The social media landscape is plush with options these days. Facebook is the current social media darling. Twitter is favored by journalists as the land of quick comments. LinkedIn is the preferred place for professionals to connect and for job seekers to find employment leads. To date, however, no social media site efficiently connects B-to-C communities. In fact, both Facebook and Twitter have rules set up to limit and separate business and social interactions. Google+ may be the social media site to do this effectively in the very near future — which means that agents will want to be in this integrated B-to-C social media community as it develops.
Why Google+?
Google+ has some distinct advantages over the other networks, the most obvious being search. As the largest and best search engine in the world, Google+ commands a special place in the social media landscape. Not only does Google control paid and organic search, they also control a vast network of Internet sites including YouTube and other popular websites. In addition, Google is dedicated to mobile smartphones and improving local search. In a few short years, their Android operating system has become one of the biggest players in the smartphone market.

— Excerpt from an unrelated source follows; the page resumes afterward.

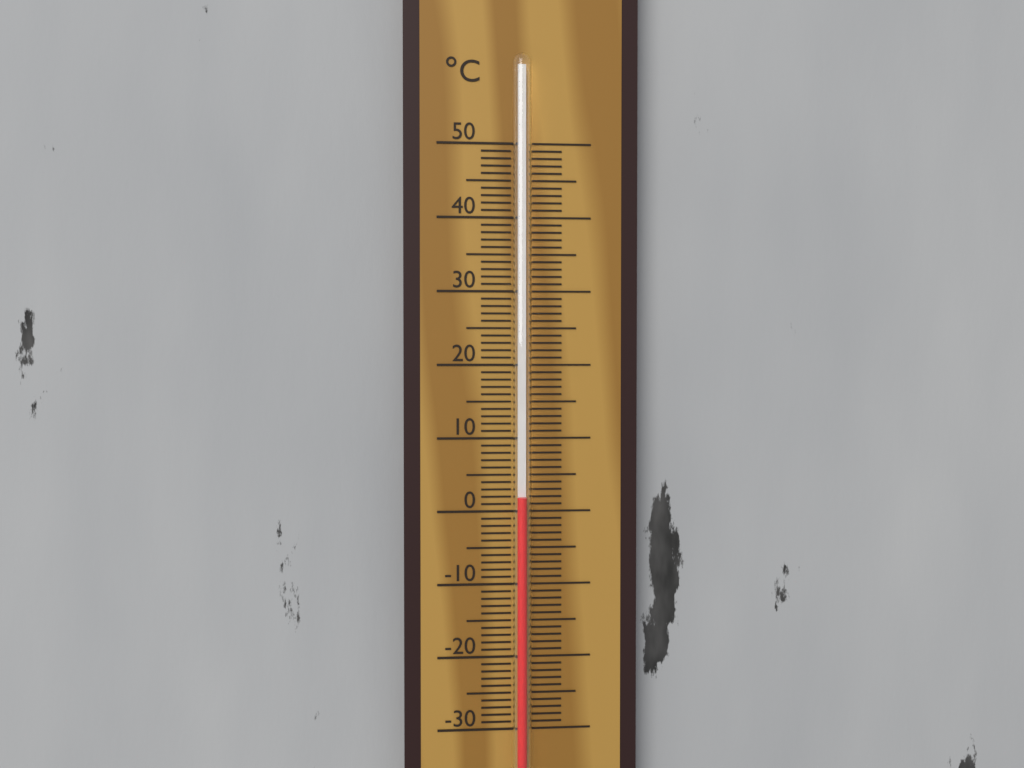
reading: 2 °C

Mobile smartphone searches turn browsing into purchases much more effectively than desktop or laptop computers. BIA/Kelsey research has shown that once a business is located on a smartphone, a customer will buy or visit the location 60% of the time. Compare this to average desktops rates of 10% or lower. Why is this? Users use mobile searches closer to their point of purchase. While mobile sales are not likely to directly affect the sales of insurance agents, they will affect B-to-C marketing, and this in turn will impact how Google continues to develop both Google mobile search and Google+. In short, Google+ is the most likely social media community to successfully incorporate B-to-C in the near future due to the high conversion rates generated by smartphone searches.

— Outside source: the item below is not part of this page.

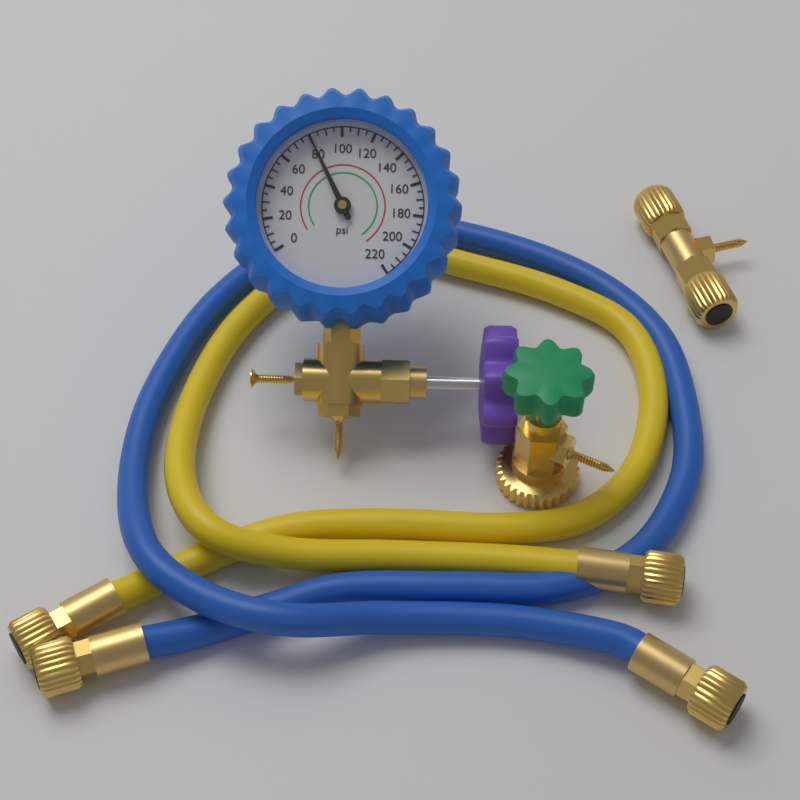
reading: 80 psi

The power of a Google+ recommendation
Google+ also has a few very useful tools that other social media sites do not have. Perhaps the most powerful of these is the ability for a user to see the recommendations of their friends whenever they search the web using Google search. Currently the "recommend" feature isn't very important because the community is small. Unlike the friend recommends on Facebook, Google recommends are user-initiated, targeted messages rather than broadcast messages. To clarify: With a Facebook ad, anytime a person is on Facebook, the ad pops up and says something like, "Your friends Bob and Sue both like Shealthinsurance.com." However, using Google+, the ad only appears if the user is searching for, say, "insurance." Additionally, it will include both general public recommends and specific recommendations from friends. Most importantly, these recommends do not disappear with time, but remain available to users any time they are signed into Google. With Android's operating system, users are almost always signed in to access applications.